Musashi watched him. The mad overriding urge to fight had passed. But he was caught here, and his sword was in his hand, and the horse was there, and he could not outrun that.
At his stillness, Akiyama put his free hand to his waist, and produced another length of tasselled cord, which he tossed to Musashi. Musashi caught it and, not having any choice, nodded his
thanks and then bound his own sleeves up as Akiyama had done. The man made no move to attack as he did so, even with Musashi’s sword temporarily scabbarded once again, waiting with perfect
formality. Then, with bare arms turning to gooseflesh, Musashi drew his longsword once more, dropped into a fighting stance and held the weapon before himself.
Musashi nodded. Akiyama nodded.
They began.
Chapter Eight
Immediately, Musashi was unsettled. Akiyama sank into a stance he had never seen before, turning his body so that his left shoulder faced towards Musashi with his legs spread
in a wide crouch. His sword he held at his hip with the blade trailing behind his body, hidden almost and leaving the length of him seemingly open and vulnerable.
Not knowing what else to do, Musashi chose a neutral, defensive posture: facing straight towards Akiyama, shoulders broad, left foot braced perpendicular behind the right, sword in both hands
out before him with the pommel pointing at his navel, the length of the blade marking the distance between them.
The great wait, then, both of them staring each other in the eye, judging. It was said that masters of the sword could see a man’s spirit, his
ki,
flowing out of him and from this
discern weaknesses in his soul and technique. Musashi saw only a man a head smaller than he and utterly unafraid.
How long it took to start these duels, to summon the courage to step into the lethal range of the sword. To charge into battle was one thing, clad in iron and leather and wood and plunging into
a chaos of chance and a maelstrom of sudden foe, but here two men with a definite enemy before them wearing only silk and rags and skin and flesh and muscle. That against steel, the fear innate in
every mote of the body. Even for veterans like Akiyama a quailing, as though arms and legs and chest and head were creatures separate from the heart, each individually terrified of the risk.
A sickly feeling in Musashi’s muscles, his upper arms, the bottom of his thighs, hardening as if the blood within was congealing.
The earth soft beneath his soles, feet digging in, affixing himself.
The columns of smoke rising.
The feel of the grip upon his palms, ridges of the twisted cloth, ring finger and little finger tight, thumb, fore and middle loose, cradling.
The eternal seething of the wind.
The sun inert, the chill, the chill . . .
Akiyama lunged forward, and the path of his sword was concealed almost entirely by his body. Musashi saw it loop over the man’s head at the very last moment, where he had been expecting a
low attack. Hands moved autovigilant, raised his own sword and caught the blade not flat but glancing.

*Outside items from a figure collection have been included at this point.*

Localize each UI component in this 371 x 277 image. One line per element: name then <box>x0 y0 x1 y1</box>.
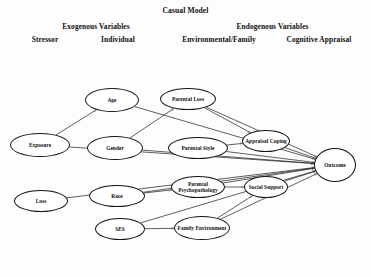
node-label: Gender <box>106 145 124 151</box>
node-label: Loss <box>36 198 47 204</box>
causal-model-diagram: Casual Model Exogenous Variables Endogen… <box>0 0 371 277</box>
edge-group <box>56 107 317 229</box>
edge-parental_style-to-appraisal_coping <box>227 143 243 145</box>
node-label: Social Support <box>249 184 284 190</box>
node-label: Family Environment <box>178 225 227 231</box>
node-label: Age <box>107 97 116 103</box>
node-family_environment: Family Environment <box>174 216 230 240</box>
node-label: Race <box>111 193 123 199</box>
node-label: Parental Psychopathology <box>174 181 222 193</box>
node-exposure: Exposure <box>10 133 70 157</box>
node-label: Appraisal Coping <box>245 138 287 144</box>
node-label: Parental Loss <box>172 96 204 102</box>
edge-exposure-to-age <box>56 110 96 135</box>
edge-ses-to-outcome <box>141 171 316 223</box>
node-age: Age <box>85 88 139 112</box>
node-gender: Gender <box>87 136 143 160</box>
node-appraisal_coping: Appraisal Coping <box>242 130 290 152</box>
node-label: Outcome <box>324 162 345 168</box>
node-parental_style: Parental Style <box>168 137 228 159</box>
node-ses: SES <box>95 218 145 240</box>
edge-gender-to-parental_loss <box>130 108 174 137</box>
node-label: Parental Style <box>181 145 214 151</box>
node-outcome: Outcome <box>314 148 356 182</box>
node-parental_psychopathology: Parental Psychopathology <box>171 176 225 198</box>
node-parental_loss: Parental Loss <box>160 88 216 110</box>
node-label: Exposure <box>29 142 51 148</box>
node-social_support: Social Support <box>244 176 288 198</box>
node-loss: Loss <box>14 190 68 212</box>
node-race: Race <box>89 185 145 207</box>
node-label: SES <box>115 226 125 232</box>
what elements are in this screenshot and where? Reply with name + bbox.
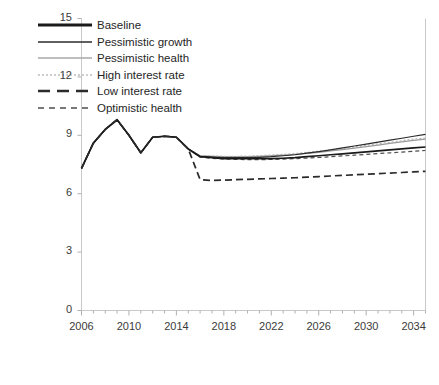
- legend-line-swatch: [38, 51, 92, 65]
- series-line-pessimistic-growth: [82, 120, 426, 169]
- legend-item[interactable]: Pessimistic growth: [38, 34, 213, 51]
- series-line-low-interest-rate: [82, 120, 426, 181]
- x-axis-tick-label: 2006: [59, 320, 105, 332]
- y-axis-tick-label: 15: [40, 11, 72, 23]
- legend-item[interactable]: Pessimistic health: [38, 50, 213, 67]
- series-line-high-interest-rate: [82, 120, 426, 169]
- legend-item-label: Low interest rate: [97, 85, 182, 97]
- y-axis-tick-label: 12: [40, 69, 72, 81]
- x-axis-tick-label: 2022: [248, 320, 294, 332]
- y-axis-tick-label: 9: [40, 127, 72, 139]
- x-axis-tick-label: 2034: [391, 320, 437, 332]
- y-axis-tick-label: 3: [40, 244, 72, 256]
- legend-item[interactable]: Optimistic health: [38, 100, 213, 117]
- chart-container: BaselinePessimistic growthPessimistic he…: [0, 0, 439, 385]
- legend-item-label: Optimistic health: [97, 102, 182, 114]
- x-axis-tick-label: 2026: [296, 320, 342, 332]
- y-axis-tick-label: 0: [40, 303, 72, 315]
- y-axis-tick-label: 6: [40, 186, 72, 198]
- legend-line-swatch: [38, 35, 92, 49]
- series-line-pessimistic-health: [82, 120, 426, 169]
- x-axis-tick-label: 2014: [153, 320, 199, 332]
- series-line-optimistic-health: [82, 120, 426, 169]
- x-axis-tick-label: 2030: [343, 320, 389, 332]
- legend-line-swatch: [38, 101, 92, 115]
- x-axis-tick-label: 2018: [201, 320, 247, 332]
- x-axis-tick-label: 2010: [106, 320, 152, 332]
- series-line-baseline: [82, 120, 426, 169]
- legend-item[interactable]: Low interest rate: [38, 83, 213, 100]
- legend-item-label: Pessimistic growth: [97, 36, 192, 48]
- chart-legend: BaselinePessimistic growthPessimistic he…: [38, 17, 213, 116]
- legend-item-label: Baseline: [97, 19, 141, 31]
- legend-item-label: High interest rate: [97, 69, 185, 81]
- legend-item-label: Pessimistic health: [97, 52, 189, 64]
- legend-line-swatch: [38, 84, 92, 98]
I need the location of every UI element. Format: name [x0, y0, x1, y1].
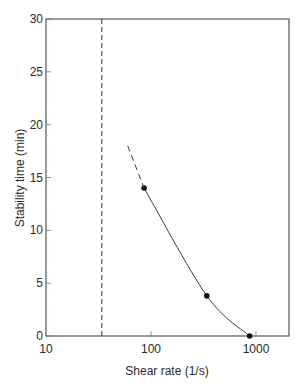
fitted-curve: [144, 188, 250, 336]
y-axis: 051015202530: [30, 12, 51, 343]
plot-border: [46, 19, 289, 336]
y-tick-label: 25: [30, 65, 44, 79]
x-axis: 101001000: [39, 331, 269, 356]
y-tick-label: 0: [36, 329, 43, 343]
data-point-marker: [204, 293, 210, 299]
chart-container: 051015202530 101001000 Shear rate (1/s) …: [0, 0, 300, 390]
y-tick-label: 5: [36, 276, 43, 290]
data-series: [128, 146, 253, 339]
x-axis-label: Shear rate (1/s): [125, 364, 208, 378]
y-tick-label: 20: [30, 118, 44, 132]
x-tick-label: 100: [141, 342, 161, 356]
extrapolation-dashed-line: [128, 146, 144, 188]
stability-chart: 051015202530 101001000 Shear rate (1/s) …: [0, 0, 300, 390]
data-point-marker: [247, 333, 253, 339]
x-tick-label: 10: [39, 342, 53, 356]
y-tick-label: 15: [30, 171, 44, 185]
y-tick-label: 10: [30, 223, 44, 237]
y-axis-label: Stability time (min): [13, 129, 27, 228]
y-tick-label: 30: [30, 12, 44, 26]
plot-frame: [46, 19, 289, 336]
x-tick-label: 1000: [243, 342, 270, 356]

The two edges ran down each other hissing until the handguards of both swords met with a
crack.
In they both followed, in tight, shoulder to shoulder, Akiyama and Musashi, knuckles rubbing against one another, the points of their blades waving over each other’s back. Immediately
Musashi attempted to make it a matter of strength, barging forward, trying to unbalance the man. Akiyama simply rode the push, sliding backwards whilst maintaining his posture perfectly. Feet
gouging trails in the earth. Like a pan of water shaken, fluid and then still as it was before. Twice more Musashi tried before he admitted the futility.

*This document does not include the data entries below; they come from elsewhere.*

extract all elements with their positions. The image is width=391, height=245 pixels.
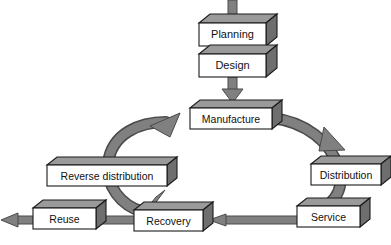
arrow-service-to-recovery bbox=[209, 214, 299, 226]
node-design[interactable] bbox=[199, 45, 277, 77]
node-service[interactable] bbox=[297, 198, 370, 227]
node-planning[interactable] bbox=[199, 14, 277, 46]
diagram-graphics: .face{fill:#ffffff;stroke:#1a1a1a;stroke… bbox=[0, 0, 391, 245]
arrow-reuse-output bbox=[1, 213, 34, 227]
diagram-canvas: .face{fill:#ffffff;stroke:#1a1a1a;stroke… bbox=[0, 0, 391, 245]
node-manufacture[interactable] bbox=[190, 100, 282, 129]
node-distribution[interactable] bbox=[311, 156, 391, 185]
node-reuse[interactable] bbox=[33, 200, 106, 229]
node-reverse-distribution[interactable] bbox=[47, 157, 177, 186]
arrow-design-to-manufacture bbox=[222, 77, 243, 103]
arrowhead-to-distribution bbox=[319, 127, 345, 151]
node-recovery[interactable] bbox=[134, 202, 213, 231]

There they stood, locked, the guards of their swords as close as though they had been fused together in some forge. No growling or fighting or tussle, weapons resting light, simply checking the
other. Musashi turned his blade and rolled the edge of it towards Akiyama with his foe’s sword as the fulcrum, once, twice, meeting the flesh of Akiyama’s biceps on the second try. A
thin red line of blood appeared, the cut a mere razor kiss. Akiyama gave no sign of pain or worry. He knew that he could not be grievously wounded here.